To say Vets4Energy “gets funding” from API seems to grossly understate the case. Let’s hear from API about its relationship with V4E: "The American Petroleum Institute’s Vets4Energy campaign returns to the nation’s capital this week. Twenty-six veterans are meeting members of Congress and staff to discuss why burgeoning North American energy resources are vital to improving our national security."
That’s an API press release from 2013 written by API media contact Sabrina Fang, who presumably knows the relationship between the organizations. V4E’s website is hosted by a group called America’s Energy Forum, which funny enough is an astroturf project of API. (The two groups’ website Terms of Use are virtually identical recitations of torpid legalese, suggesting a more-than-casual relationship.)
There seems to be little evidence of rank-and-file veterans’ membership, but V4E’s public face includes the names of a small handful of senior officers, the type who trade the cachet of their rank into cushy advisory gigs upon retiring, often for companies they dealt with in the military. The group’s chairman (according to the Anchorage Daily Planet; V4E’s website doesn’t list any organizational leadership) is a former mayor of Anchorage who also happens to be former vice president of Alyeska Pipeline Service Company, an API member.
V4E is not listed as a non-profit by the IRS, meaning it’s not required to file public tax forms, so we can’t know whether any of its “volunteers” are compensated for their dedication to the cause. But in an API YouTube video, we can see API’s CEO and president Jack Gerard giving a pep talk at a lavish pre-lobbying meeting for high-ranking veterans, who according to Loren have a special right to speak to members of Congress about energy policy.

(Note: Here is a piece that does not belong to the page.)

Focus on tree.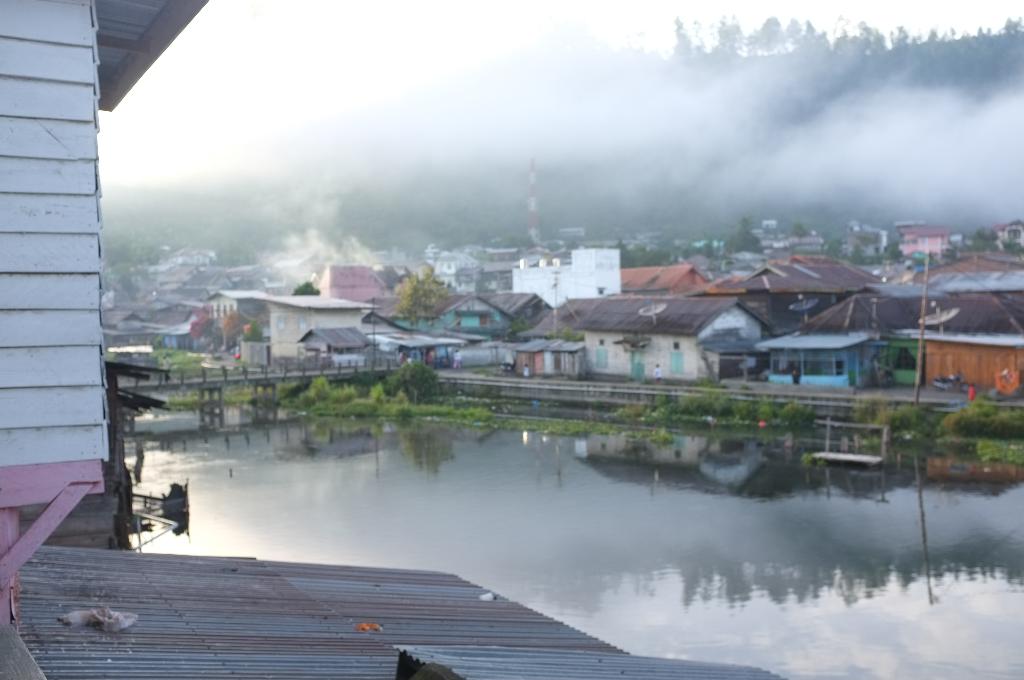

This sounds less like “an independent voice from veterans” than it does a bought-and-paid-for front group for Big Oil.One hesitates to call a retired officer and former Deputy Assistant Secretary of Defense Homeland Security Integration (even if he does appear to be trading on his military and homeland security service in a advisory gig with a international security consulting firm) a liar, but if a multimillion-dollar corporate lobbying group bankrolls the organization as a “campaign,” seeds it with corporate consultants, and organizes pep rallies for its “grassroots” lobbying, its independence is suspect at best.
It’s unclear whether Loren is paid by API for his “advisory” role with V4E, though he apparently travels and speaks on the group’s behalf. And, according to Sun News Network (a Canadian right-wing news outlet unaffectionately called “Fox News North,” headed by a former advisor to Prime Minister Harper), Loren now speaks on behalf of American veterans as though he were their commander, giving their “endorsement” to Keystone XL.
I am in no position to tell Loren what he may do to profit from his military and civilian service to his country, however unseemly I find it to be. However, one need not be a veteran to know that anyone who presumes and pretends to speak on politically volatile issues on behalf of those who have served does no honor to their service.
Perhaps in this instance, Loren is an innocent victim of others’ inferences. In which case, shame on Sun News, API, TransCanada, Sens. Hoeven and Manchin, Rep. Terry, and anyone else who makes veterans their unwitting and unwilling props in a cheap stunt to sell out their country to a foreign corporation.
[Dave Saldana is the writer, director, and producer of the short documentary, "Keystone PipeLIES Exposed," a project of the Center for Media and Democracy Investigative Fund.]